Subscribe options

Select your newsletters:

Please enter your email address:

@

Your email address will only be used for the purpose of sending you the ITER Organization publication(s) that you have requested. ITER Organization will not transfer your email address or other personal data to any other party or use it for commercial purposes.

If you change your mind, you can easily unsubscribe by clicking the unsubscribe option at the bottom of an email you've received from ITER Organization.

For more information, see our Privacy policy.

News & Media

Latest ITER Newsline

  • Busbar installation | Navigating an obstacle course

    What is simple and commonplace in the ordinary world, like connecting an electrical device to a power source, often takes on extraordinary dimension at ITER. Wh [...]

    Read more

  • Vacuum vessel assembly | Back in the starting blocks

    Close to two years have passed since vacuum vessel assembly was halted when defects were identified in the ITER tokamak's vacuum vessel sectors and thermal shie [...]

    Read more

  • Ride 4 Fusion | Scientific outreach on two wheels

    A group of fusion researchers has left Padua, Italy, for an 800-kilometre bike trip to the ITER site. Their goal? To share information about fusion energy resea [...]

    Read more

  • 11th ITER Games | Good fun under the Provencal sun

    A yearly tradition in the ITER community for more than a decade now, the ITER Games offer a pleasant way to reconnect among colleagues and neighbours after the [...]

    Read more

  • Manufacturing | Recent milestones in Russia

    Russia continues to deliver in-kind components to the ITER project according to procurement arrangements signed with the ITER Organization. Some recent manufact [...]

    Read more

Of Interest

See archived entries

Remember when it was smooth?

The 42-hectare ITER platform used to be as smooth and as flat as a billiard table. These days it's hard to find a clear patch.

Site adaptation activities (modified entrances and roadworks), digging and pipe-laying for critical networks and galleries, portable office construction, and network installation for the new Contractors Area in the southwest corner of the site have resulted in deep trenches in some areas and mounds of dirt in others.

The "quietest" area of the site is 15-metres below the surface in the Seismic Isolation Pit. But not for long: GTM Construction will soon begin propping and formwork in preparation for concrete pouring for the B2 slab—the "upper basemat" and actual floor of the 360,000-tonne Tokamak Complex.

Work progresses on the Assembly Building basemat. Two sections of structural concrete, or plots, have been poured since November and reinforcement activities are ongoing. (Click to view larger version...)
Work progresses on the Assembly Building basemat. Two sections of structural concrete, or plots, have been poured since November and reinforcement activities are ongoing.


Workers dig galleries along the exterior of the Assembly Building to accommodate services (electricity, evacuation, piping ...) (Click to view larger version...)
Workers dig galleries along the exterior of the Assembly Building to accommodate services (electricity, evacuation, piping ...)


The foundations of the Assembly Building abut the retaining wall of the Tokamak Complex. The two buildings will be the tallest on the platform, rising to a height of 60 metres. (Click to view larger version...)
The foundations of the Assembly Building abut the retaining wall of the Tokamak Complex. The two buildings will be the tallest on the platform, rising to a height of 60 metres.


Propping and formwork will begin at the end of the month for the upper basemat of the Tokamak Pit: by late October 2013, the seismic protection system for the Tokamak Complex will be completely hidden from view. (Click to view larger version...)
Propping and formwork will begin at the end of the month for the upper basemat of the Tokamak Pit: by late October 2013, the seismic protection system for the Tokamak Complex will be completely hidden from view.


Critical network piping will crisscross the ITER site for precipitation drainage and cooling water release. In this section of the network, the pipes have been installed and backfilling is underway. (Click to view larger version...)
Critical network piping will crisscross the ITER site for precipitation drainage and cooling water release. In this section of the network, the pipes have been installed and backfilling is underway.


__Exercise description__: Output the entries below without any alteration.

__Extracted information__:
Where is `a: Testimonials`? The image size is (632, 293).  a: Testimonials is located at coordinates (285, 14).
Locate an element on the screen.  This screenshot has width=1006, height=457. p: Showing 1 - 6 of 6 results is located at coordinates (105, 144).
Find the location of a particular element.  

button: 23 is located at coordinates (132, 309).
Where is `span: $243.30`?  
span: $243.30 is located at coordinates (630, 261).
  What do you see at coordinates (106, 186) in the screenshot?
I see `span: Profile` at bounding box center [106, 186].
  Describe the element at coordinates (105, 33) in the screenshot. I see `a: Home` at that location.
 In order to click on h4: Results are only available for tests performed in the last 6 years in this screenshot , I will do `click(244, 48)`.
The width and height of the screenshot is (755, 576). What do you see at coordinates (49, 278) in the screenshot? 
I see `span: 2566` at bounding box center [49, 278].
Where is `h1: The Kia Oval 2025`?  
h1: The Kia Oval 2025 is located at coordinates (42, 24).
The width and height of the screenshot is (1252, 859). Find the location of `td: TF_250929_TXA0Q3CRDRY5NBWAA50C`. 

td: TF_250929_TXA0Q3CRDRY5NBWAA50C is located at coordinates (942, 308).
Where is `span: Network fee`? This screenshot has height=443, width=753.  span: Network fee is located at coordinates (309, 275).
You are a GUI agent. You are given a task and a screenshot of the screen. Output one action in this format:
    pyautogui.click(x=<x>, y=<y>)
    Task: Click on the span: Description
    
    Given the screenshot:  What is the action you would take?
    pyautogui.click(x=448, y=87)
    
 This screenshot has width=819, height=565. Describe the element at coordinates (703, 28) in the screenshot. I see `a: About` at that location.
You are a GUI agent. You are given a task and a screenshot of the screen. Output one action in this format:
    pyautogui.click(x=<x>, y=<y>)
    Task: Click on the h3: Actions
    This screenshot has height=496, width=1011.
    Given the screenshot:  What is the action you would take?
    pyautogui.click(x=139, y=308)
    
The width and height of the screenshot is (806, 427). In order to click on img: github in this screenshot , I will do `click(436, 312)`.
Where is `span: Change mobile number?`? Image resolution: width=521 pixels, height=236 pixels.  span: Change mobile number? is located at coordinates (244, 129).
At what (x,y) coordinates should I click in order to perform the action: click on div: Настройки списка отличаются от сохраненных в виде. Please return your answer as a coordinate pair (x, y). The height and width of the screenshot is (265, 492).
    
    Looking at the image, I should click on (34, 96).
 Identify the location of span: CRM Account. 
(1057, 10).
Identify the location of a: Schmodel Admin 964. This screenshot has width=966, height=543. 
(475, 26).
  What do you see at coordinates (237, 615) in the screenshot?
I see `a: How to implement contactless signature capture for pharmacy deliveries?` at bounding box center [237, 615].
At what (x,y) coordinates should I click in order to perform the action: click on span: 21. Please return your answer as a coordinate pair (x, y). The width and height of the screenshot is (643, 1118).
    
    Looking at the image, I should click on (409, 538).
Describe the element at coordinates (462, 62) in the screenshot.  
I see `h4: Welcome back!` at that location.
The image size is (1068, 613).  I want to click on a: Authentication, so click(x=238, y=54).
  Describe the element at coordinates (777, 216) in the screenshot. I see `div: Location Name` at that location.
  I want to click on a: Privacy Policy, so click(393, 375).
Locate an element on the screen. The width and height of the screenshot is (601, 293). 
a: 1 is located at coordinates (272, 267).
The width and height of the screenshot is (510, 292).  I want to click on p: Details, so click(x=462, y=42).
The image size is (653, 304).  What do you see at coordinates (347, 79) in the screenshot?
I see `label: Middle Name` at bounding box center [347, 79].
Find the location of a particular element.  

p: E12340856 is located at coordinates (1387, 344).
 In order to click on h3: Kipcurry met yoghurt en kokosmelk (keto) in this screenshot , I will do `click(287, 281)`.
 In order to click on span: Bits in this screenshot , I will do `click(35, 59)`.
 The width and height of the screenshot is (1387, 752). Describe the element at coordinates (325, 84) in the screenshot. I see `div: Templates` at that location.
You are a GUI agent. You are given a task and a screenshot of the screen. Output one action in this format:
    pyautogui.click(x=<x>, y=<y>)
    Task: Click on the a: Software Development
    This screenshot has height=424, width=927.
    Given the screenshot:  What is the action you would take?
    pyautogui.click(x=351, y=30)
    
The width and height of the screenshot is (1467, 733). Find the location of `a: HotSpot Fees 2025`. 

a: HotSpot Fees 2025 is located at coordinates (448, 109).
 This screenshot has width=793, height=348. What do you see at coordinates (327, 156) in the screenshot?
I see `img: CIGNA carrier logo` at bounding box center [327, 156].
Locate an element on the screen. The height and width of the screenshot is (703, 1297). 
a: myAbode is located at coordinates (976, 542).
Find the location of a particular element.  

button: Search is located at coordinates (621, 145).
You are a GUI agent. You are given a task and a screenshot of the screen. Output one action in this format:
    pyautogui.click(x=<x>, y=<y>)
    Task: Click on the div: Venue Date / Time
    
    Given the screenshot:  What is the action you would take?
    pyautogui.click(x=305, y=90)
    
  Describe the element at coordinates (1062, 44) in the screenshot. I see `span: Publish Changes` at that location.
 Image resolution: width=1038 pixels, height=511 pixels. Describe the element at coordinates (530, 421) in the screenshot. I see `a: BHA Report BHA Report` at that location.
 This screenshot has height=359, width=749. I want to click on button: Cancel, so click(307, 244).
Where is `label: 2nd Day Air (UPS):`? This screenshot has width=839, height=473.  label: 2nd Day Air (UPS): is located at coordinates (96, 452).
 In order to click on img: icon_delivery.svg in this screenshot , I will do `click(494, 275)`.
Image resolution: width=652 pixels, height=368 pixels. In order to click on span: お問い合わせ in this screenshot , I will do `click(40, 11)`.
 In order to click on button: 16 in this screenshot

__Solution for this exercise__:
Where is `a: Testimonials`? The image size is (632, 293).  a: Testimonials is located at coordinates (285, 14).
Locate an element on the screen.  This screenshot has width=1006, height=457. p: Showing 1 - 6 of 6 results is located at coordinates (105, 144).
Find the location of a particular element.  

button: 23 is located at coordinates (132, 309).
Where is `span: $243.30`?  
span: $243.30 is located at coordinates (630, 261).
  What do you see at coordinates (106, 186) in the screenshot?
I see `span: Profile` at bounding box center [106, 186].
  Describe the element at coordinates (105, 33) in the screenshot. I see `a: Home` at that location.
 In order to click on h4: Results are only available for tests performed in the last 6 years in this screenshot , I will do `click(244, 48)`.
The width and height of the screenshot is (755, 576). What do you see at coordinates (49, 278) in the screenshot? 
I see `span: 2566` at bounding box center [49, 278].
Where is `h1: The Kia Oval 2025`?  
h1: The Kia Oval 2025 is located at coordinates (42, 24).
The width and height of the screenshot is (1252, 859). Find the location of `td: TF_250929_TXA0Q3CRDRY5NBWAA50C`. 

td: TF_250929_TXA0Q3CRDRY5NBWAA50C is located at coordinates (942, 308).
Where is `span: Network fee`? This screenshot has height=443, width=753.  span: Network fee is located at coordinates (309, 275).
You are a GUI agent. You are given a task and a screenshot of the screen. Output one action in this format:
    pyautogui.click(x=<x>, y=<y>)
    Task: Click on the span: Description
    
    Given the screenshot:  What is the action you would take?
    pyautogui.click(x=448, y=87)
    
 This screenshot has width=819, height=565. Describe the element at coordinates (703, 28) in the screenshot. I see `a: About` at that location.
You are a GUI agent. You are given a task and a screenshot of the screen. Output one action in this format:
    pyautogui.click(x=<x>, y=<y>)
    Task: Click on the h3: Actions
    This screenshot has height=496, width=1011.
    Given the screenshot:  What is the action you would take?
    pyautogui.click(x=139, y=308)
    
The width and height of the screenshot is (806, 427). In order to click on img: github in this screenshot , I will do `click(436, 312)`.
Where is `span: Change mobile number?`? Image resolution: width=521 pixels, height=236 pixels.  span: Change mobile number? is located at coordinates (244, 129).
At what (x,y) coordinates should I click in order to perform the action: click on div: Настройки списка отличаются от сохраненных в виде. Please return your answer as a coordinate pair (x, y). The height and width of the screenshot is (265, 492).
    
    Looking at the image, I should click on (34, 96).
 Identify the location of span: CRM Account. 
(1057, 10).
Identify the location of a: Schmodel Admin 964. This screenshot has width=966, height=543. 
(475, 26).
  What do you see at coordinates (237, 615) in the screenshot?
I see `a: How to implement contactless signature capture for pharmacy deliveries?` at bounding box center [237, 615].
At what (x,y) coordinates should I click in order to perform the action: click on span: 21. Please return your answer as a coordinate pair (x, y). The width and height of the screenshot is (643, 1118).
    
    Looking at the image, I should click on (409, 538).
Describe the element at coordinates (462, 62) in the screenshot.  
I see `h4: Welcome back!` at that location.
The image size is (1068, 613).  I want to click on a: Authentication, so click(x=238, y=54).
  Describe the element at coordinates (777, 216) in the screenshot. I see `div: Location Name` at that location.
  I want to click on a: Privacy Policy, so click(393, 375).
Locate an element on the screen. The width and height of the screenshot is (601, 293). 
a: 1 is located at coordinates (272, 267).
The width and height of the screenshot is (510, 292).  I want to click on p: Details, so click(x=462, y=42).
The image size is (653, 304).  What do you see at coordinates (347, 79) in the screenshot?
I see `label: Middle Name` at bounding box center [347, 79].
Find the location of a particular element.  

p: E12340856 is located at coordinates (1387, 344).
 In order to click on h3: Kipcurry met yoghurt en kokosmelk (keto) in this screenshot , I will do `click(287, 281)`.
 In order to click on span: Bits in this screenshot , I will do `click(35, 59)`.
 The width and height of the screenshot is (1387, 752). Describe the element at coordinates (325, 84) in the screenshot. I see `div: Templates` at that location.
You are a GUI agent. You are given a task and a screenshot of the screen. Output one action in this format:
    pyautogui.click(x=<x>, y=<y>)
    Task: Click on the a: Software Development
    This screenshot has height=424, width=927.
    Given the screenshot:  What is the action you would take?
    pyautogui.click(x=351, y=30)
    
The width and height of the screenshot is (1467, 733). Find the location of `a: HotSpot Fees 2025`. 

a: HotSpot Fees 2025 is located at coordinates (448, 109).
 This screenshot has width=793, height=348. What do you see at coordinates (327, 156) in the screenshot?
I see `img: CIGNA carrier logo` at bounding box center [327, 156].
Locate an element on the screen. The height and width of the screenshot is (703, 1297). 
a: myAbode is located at coordinates (976, 542).
Find the location of a particular element.  

button: Search is located at coordinates (621, 145).
You are a GUI agent. You are given a task and a screenshot of the screen. Output one action in this format:
    pyautogui.click(x=<x>, y=<y>)
    Task: Click on the div: Venue Date / Time
    
    Given the screenshot:  What is the action you would take?
    pyautogui.click(x=305, y=90)
    
  Describe the element at coordinates (1062, 44) in the screenshot. I see `span: Publish Changes` at that location.
 Image resolution: width=1038 pixels, height=511 pixels. Describe the element at coordinates (530, 421) in the screenshot. I see `a: BHA Report BHA Report` at that location.
 This screenshot has height=359, width=749. I want to click on button: Cancel, so click(307, 244).
Where is `label: 2nd Day Air (UPS):`? This screenshot has width=839, height=473.  label: 2nd Day Air (UPS): is located at coordinates (96, 452).
 In order to click on img: icon_delivery.svg in this screenshot , I will do `click(494, 275)`.
Image resolution: width=652 pixels, height=368 pixels. In order to click on span: お問い合わせ in this screenshot , I will do `click(40, 11)`.
 In order to click on button: 16 in this screenshot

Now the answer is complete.